Someone asked me on our Discord if we could have a timed version of the flashcards as they cycled through automatically and randomly. Very good idea! And so here it is. Click on the Timed Drawing button, and you can choose to draw the images for 1, 2, 3, 5, or 10 minutes. The images are randomly chosen from the more than 400 images currently there which were meant to be used as art flashcards. But they can be used for timed drawing, too! That definitely helps loosening up and would be a great warm-up.

Timed Drawing

 
 

The researcher Niklas Luhman (1927-1998) is credited with inventing the so-called “zettelkasten” (German for slipbox). His Zettelkasten contained around 90,000 index cards with ideas on them.

Niklas Luhman was an extremely prolific writer, and he credited it for enabling his prolific writing (source: Wikipedia).

It is essential to take note if you are in a field where generating ideas is important.

When people explain his Zettelkasten method, they start with how he encoded it. Each index card has a unique number based on an indexing hierarchy, and while it’s interesting, it isn’t the key idea behind Zettelkasten.

Each index card needs to be assigned a unique identifier and then filed away so that it can be found again with that unique identifier. The unique identifier can be any system you come up with, but it is perhaps useful to have some sort of hierarchy so you can easily find ideas based on the topic.

In his original approach, ideas had numbers like 1, 2, 3, 4, et cetera at the root. If he wanted to branch away, he’d add a letter, like 1a, 1b, or 1c. If he wanted to branch away from, say, 1b, he’d use a number again, like 1b1, 1b2, 1b3, etc.

textures

But you can use words, too: drawing, drawing-tools, drawing-exercises. Et cetera.

The coding method itself is not the key feature of the method.

Here is the key idea you should know: you go about your day and have ideas during the day. You write them down on your phone, in notebooks, or on paper. Then, at the end of the day, you go through the ideas, one by one, and take your time to try to connect as many ideas as possible to this new idea.

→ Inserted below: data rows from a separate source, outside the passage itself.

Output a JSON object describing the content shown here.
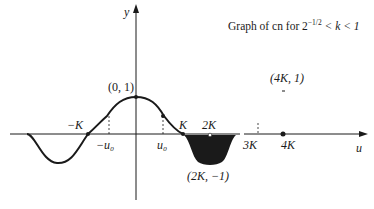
{
  "title": {
    "prefix": "Graph of cn for 2",
    "exponent": "−1/2",
    "suffix": " < k < 1"
  },
  "axes": {
    "y_label": "y",
    "x_label": "u"
  },
  "labels": {
    "peak": "(0, 1)",
    "neg_K": "−K",
    "neg_u0": "−u₀",
    "u0": "u₀",
    "K": "K",
    "twoK": "2K",
    "threeK": "3K",
    "fourK": "4K",
    "trough": "(2K, −1)",
    "fourK_point": "(4K, 1)"
  },
  "colors": {
    "ink": "#1a1a1a",
    "background": "#ffffff"
  }
}
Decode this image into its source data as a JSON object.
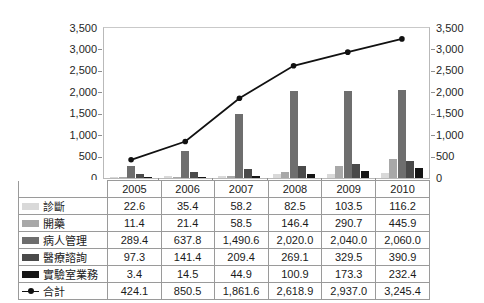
{
  "chart_data": {
    "type": "bar",
    "title": "",
    "xlabel": "",
    "ylabel": "",
    "categories": [
      "2005",
      "2006",
      "2007",
      "2008",
      "2009",
      "2010"
    ],
    "ylim": [
      0,
      3500
    ],
    "y_ticks": [
      "0",
      "500",
      "1,000",
      "1,500",
      "2,000",
      "2,500",
      "3,000",
      "3,500"
    ],
    "y_tick_values": [
      0,
      500,
      1000,
      1500,
      2000,
      2500,
      3000,
      3500
    ],
    "secondary_axis": {
      "position": "right",
      "ylim": [
        0,
        3500
      ],
      "ticks": [
        "0",
        "500",
        "1,000",
        "1,500",
        "2,000",
        "2,500",
        "3,000",
        "3,500"
      ]
    },
    "grid": false,
    "legend_position": "table-left-column",
    "series": [
      {
        "name": "診斷",
        "type": "bar",
        "color": "#d9d9d9",
        "values": [
          22.6,
          35.4,
          58.2,
          82.5,
          103.5,
          116.2
        ],
        "labels": [
          "22.6",
          "35.4",
          "58.2",
          "82.5",
          "103.5",
          "116.2"
        ]
      },
      {
        "name": "開藥",
        "type": "bar",
        "color": "#a8a8a8",
        "values": [
          11.4,
          21.4,
          58.5,
          146.4,
          290.7,
          445.9
        ],
        "labels": [
          "11.4",
          "21.4",
          "58.5",
          "146.4",
          "290.7",
          "445.9"
        ]
      },
      {
        "name": "病人管理",
        "type": "bar",
        "color": "#6e6e6e",
        "values": [
          289.4,
          637.8,
          1490.6,
          2020.0,
          2040.0,
          2060.0
        ],
        "labels": [
          "289.4",
          "637.8",
          "1,490.6",
          "2,020.0",
          "2,040.0",
          "2,060.0"
        ]
      },
      {
        "name": "醫療諮詢",
        "type": "bar",
        "color": "#4a4a4a",
        "values": [
          97.3,
          141.4,
          209.4,
          269.1,
          329.5,
          390.9
        ],
        "labels": [
          "97.3",
          "141.4",
          "209.4",
          "269.1",
          "329.5",
          "390.9"
        ]
      },
      {
        "name": "實驗室業務",
        "type": "bar",
        "color": "#151515",
        "values": [
          3.4,
          14.5,
          44.9,
          100.9,
          173.3,
          232.4
        ],
        "labels": [
          "3.4",
          "14.5",
          "44.9",
          "100.9",
          "173.3",
          "232.4"
        ]
      },
      {
        "name": "合計",
        "type": "line",
        "color": "#111111",
        "marker": "circle",
        "values": [
          424.1,
          850.5,
          1861.6,
          2618.9,
          2937.0,
          3245.4
        ],
        "labels": [
          "424.1",
          "850.5",
          "1,861.6",
          "2,618.9",
          "2,937.0",
          "3,245.4"
        ]
      }
    ]
  },
  "table": {
    "corner_label": "",
    "header": [
      "2005",
      "2006",
      "2007",
      "2008",
      "2009",
      "2010"
    ],
    "rows": [
      {
        "label": "診斷",
        "swatch": "#d9d9d9",
        "marker": "swatch",
        "values": [
          "22.6",
          "35.4",
          "58.2",
          "82.5",
          "103.5",
          "116.2"
        ]
      },
      {
        "label": "開藥",
        "swatch": "#a8a8a8",
        "marker": "swatch",
        "values": [
          "11.4",
          "21.4",
          "58.5",
          "146.4",
          "290.7",
          "445.9"
        ]
      },
      {
        "label": "病人管理",
        "swatch": "#6e6e6e",
        "marker": "swatch",
        "values": [
          "289.4",
          "637.8",
          "1,490.6",
          "2,020.0",
          "2,040.0",
          "2,060.0"
        ]
      },
      {
        "label": "醫療諮詢",
        "swatch": "#4a4a4a",
        "marker": "swatch",
        "values": [
          "97.3",
          "141.4",
          "209.4",
          "269.1",
          "329.5",
          "390.9"
        ]
      },
      {
        "label": "實驗室業務",
        "swatch": "#151515",
        "marker": "swatch",
        "values": [
          "3.4",
          "14.5",
          "44.9",
          "100.9",
          "173.3",
          "232.4"
        ]
      },
      {
        "label": "合計",
        "swatch": "#111111",
        "marker": "line",
        "values": [
          "424.1",
          "850.5",
          "1,861.6",
          "2,618.9",
          "2,937.0",
          "3,245.4"
        ]
      }
    ]
  },
  "colors": {
    "plot_border": "#b9b9b9",
    "table_border": "#9a9a9a",
    "axis_text": "#1f1f1f",
    "background": "#ffffff"
  }
}
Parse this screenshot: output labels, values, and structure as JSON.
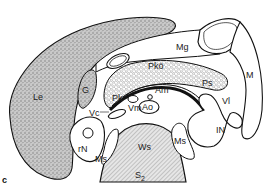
{
  "figure": {
    "panel_letter": "c",
    "type": "anatomical cross-section diagram",
    "labels": {
      "liver": "Le",
      "gallbladder": "G",
      "mesogastrium": "Mg",
      "stomach": "M",
      "pancreas_body": "Pkö",
      "pancreas": "Pk",
      "pancreas_tail": "Ps",
      "aorta_branch": "Am",
      "aorta": "Ao",
      "vena_mesenterica": "Vm",
      "vena_cava": "Vc",
      "vena_lienalis": "Vl",
      "intestine": "IN",
      "kidney_right": "rN",
      "muscle_left": "Ms",
      "muscle_right": "Ms",
      "vertebra": "Ws",
      "spine_level": "S",
      "spine_level_sub": "2"
    }
  },
  "colors": {
    "outline": "#111111",
    "stipple_fill": "#b8b8b8",
    "hatch": "#9a9a9a",
    "background": "#ffffff"
  }
}
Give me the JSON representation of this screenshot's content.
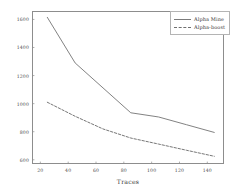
{
  "chart_data": {
    "type": "line",
    "title": "",
    "xlabel": "Traces",
    "ylabel": "",
    "xlim": [
      14,
      152
    ],
    "ylim": [
      570,
      1660
    ],
    "xticks": [
      20,
      40,
      60,
      80,
      100,
      120,
      140
    ],
    "yticks": [
      600,
      800,
      1000,
      1200,
      1400,
      1600
    ],
    "grid": false,
    "legend_position": "upper right",
    "series": [
      {
        "name": "Alpha Mine",
        "style": "solid",
        "color": "#7b7b7b",
        "x": [
          25,
          45,
          85,
          105,
          125,
          145
        ],
        "values": [
          1615,
          1290,
          935,
          905,
          850,
          795
        ]
      },
      {
        "name": "Alpha-boost",
        "style": "dashed",
        "color": "#6f6f6f",
        "x": [
          25,
          45,
          65,
          85,
          105,
          125,
          145
        ],
        "values": [
          1010,
          910,
          820,
          755,
          712,
          668,
          625
        ]
      }
    ]
  },
  "axes": {
    "xtick_labels": [
      "20",
      "40",
      "60",
      "80",
      "100",
      "120",
      "140"
    ],
    "ytick_labels": [
      "600",
      "800",
      "1000",
      "1200",
      "1400",
      "1600"
    ],
    "xlabel": "Traces"
  },
  "legend": {
    "entries": [
      {
        "label": "Alpha Mine",
        "style": "solid"
      },
      {
        "label": "Alpha-boost",
        "style": "dashed"
      }
    ]
  }
}
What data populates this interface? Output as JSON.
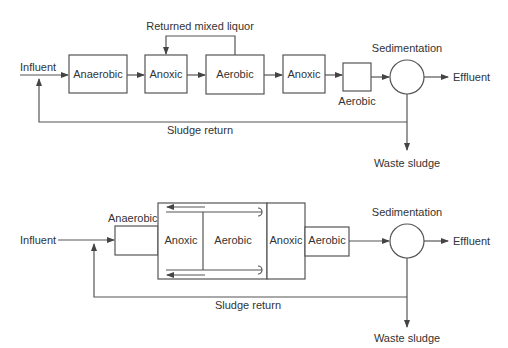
{
  "top": {
    "influent": "Influent",
    "anaerobic": "Anaerobic",
    "anoxic1": "Anoxic",
    "aerobic1": "Aerobic",
    "anoxic2": "Anoxic",
    "aerobic2": "Aerobic",
    "sedimentation": "Sedimentation",
    "effluent": "Effluent",
    "returned_mixed_liquor": "Returned mixed liquor",
    "sludge_return": "Sludge return",
    "waste_sludge": "Waste sludge"
  },
  "bottom": {
    "influent": "Influent",
    "anaerobic": "Anaerobic",
    "anoxic1": "Anoxic",
    "aerobic1": "Aerobic",
    "anoxic2": "Anoxic",
    "aerobic2": "Aerobic",
    "sedimentation": "Sedimentation",
    "effluent": "Effluent",
    "sludge_return": "Sludge return",
    "waste_sludge": "Waste sludge"
  }
}
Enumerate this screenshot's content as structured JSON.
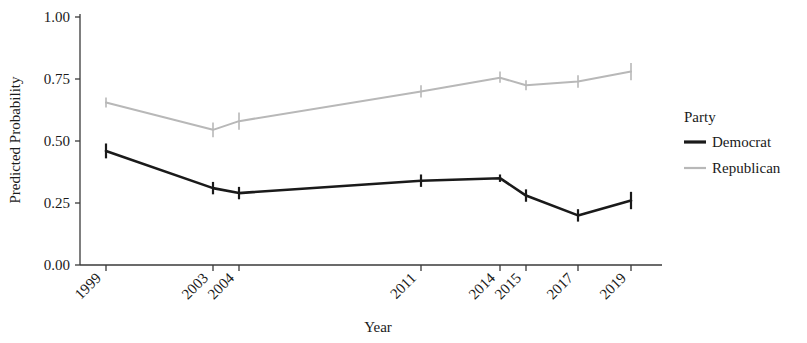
{
  "chart_data": {
    "type": "line",
    "title": "",
    "xlabel": "Year",
    "ylabel": "Predicted Probability",
    "categories": [
      "1999",
      "2003",
      "2004",
      "2011",
      "2014",
      "2015",
      "2017",
      "2019"
    ],
    "ylim": [
      0.0,
      1.0
    ],
    "yticks": [
      "0.00",
      "0.25",
      "0.50",
      "0.75",
      "1.00"
    ],
    "ytick_values": [
      0.0,
      0.25,
      0.5,
      0.75,
      1.0
    ],
    "grid": false,
    "legend_position": "right",
    "legend_title": "Party",
    "errorbars": true,
    "series": [
      {
        "name": "Democrat",
        "color": "#1a1a1a",
        "values": [
          0.46,
          0.31,
          0.29,
          0.34,
          0.35,
          0.28,
          0.2,
          0.26
        ],
        "err_low": [
          0.43,
          0.285,
          0.265,
          0.315,
          0.335,
          0.255,
          0.175,
          0.225
        ],
        "err_high": [
          0.49,
          0.335,
          0.315,
          0.365,
          0.365,
          0.305,
          0.225,
          0.295
        ]
      },
      {
        "name": "Republican",
        "color": "#b8b8b8",
        "values": [
          0.655,
          0.545,
          0.58,
          0.7,
          0.755,
          0.725,
          0.74,
          0.78
        ],
        "err_low": [
          0.635,
          0.515,
          0.545,
          0.675,
          0.735,
          0.705,
          0.715,
          0.745
        ],
        "err_high": [
          0.675,
          0.575,
          0.615,
          0.725,
          0.78,
          0.745,
          0.765,
          0.815
        ]
      }
    ]
  },
  "axis": {
    "x_title": "Year",
    "y_title": "Predicted Probability"
  },
  "legend": {
    "title": "Party",
    "items": [
      {
        "label": "Democrat",
        "color": "#1a1a1a"
      },
      {
        "label": "Republican",
        "color": "#b8b8b8"
      }
    ]
  }
}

This is the key idea. Connect as many ideas as possible to this new idea.

You don’t try to capture as many ideas as possible; instead, you try to create as many new links between ideas as possible.

And that’s it.

Combining ideas leads to original and interesting new points of view.

Marshall Vandruff does that a lot in his course. He combines apparently different things to come up with a novel new way of looking at things, and it tends to result in a mind-blowing insight.

Marshall’s courses are valuable not only because they present fascinating and original new insights but also because, if you observe carefully, you can see hints of the methods he uses to research topics—methods you can use to dive into new topics autonomously yourself.

textures

In his Bridgman course, Marshall contemplates the fact that George Bridgman taught in the same building as Kimon Nicolaides. These teachers had radically different teaching styles, and Marshall tried to imagine what it must have been like for students to be taught by both teachers during the same period. To understand how Bridgman lessons were received by the students, it was interesting to think about how they must have experienced the lessons from both teachers.

In his Composition course, Marshall had his students draw their studio for him. He looked at one of the drawings of the studio of a student. The studio had a drawing table and a machine for a physical workout. Marshall said, “Oh, body and mind! Yin and Yang!” He had again combined ideas. Composition is about design, but his point was that you can design everything in your life: your workspace and your day schedule, et cetera. He combined it with the ideas of Yin and Yang, highlighting the need for balance between the two extremes.

Combining ideas can give surprising, highly enlightening new insights. And that is what you need to take away from the Zettelkasten methods: don’t try to come up with as many ideas as possible, but rather with as many combinations between ideas as possible.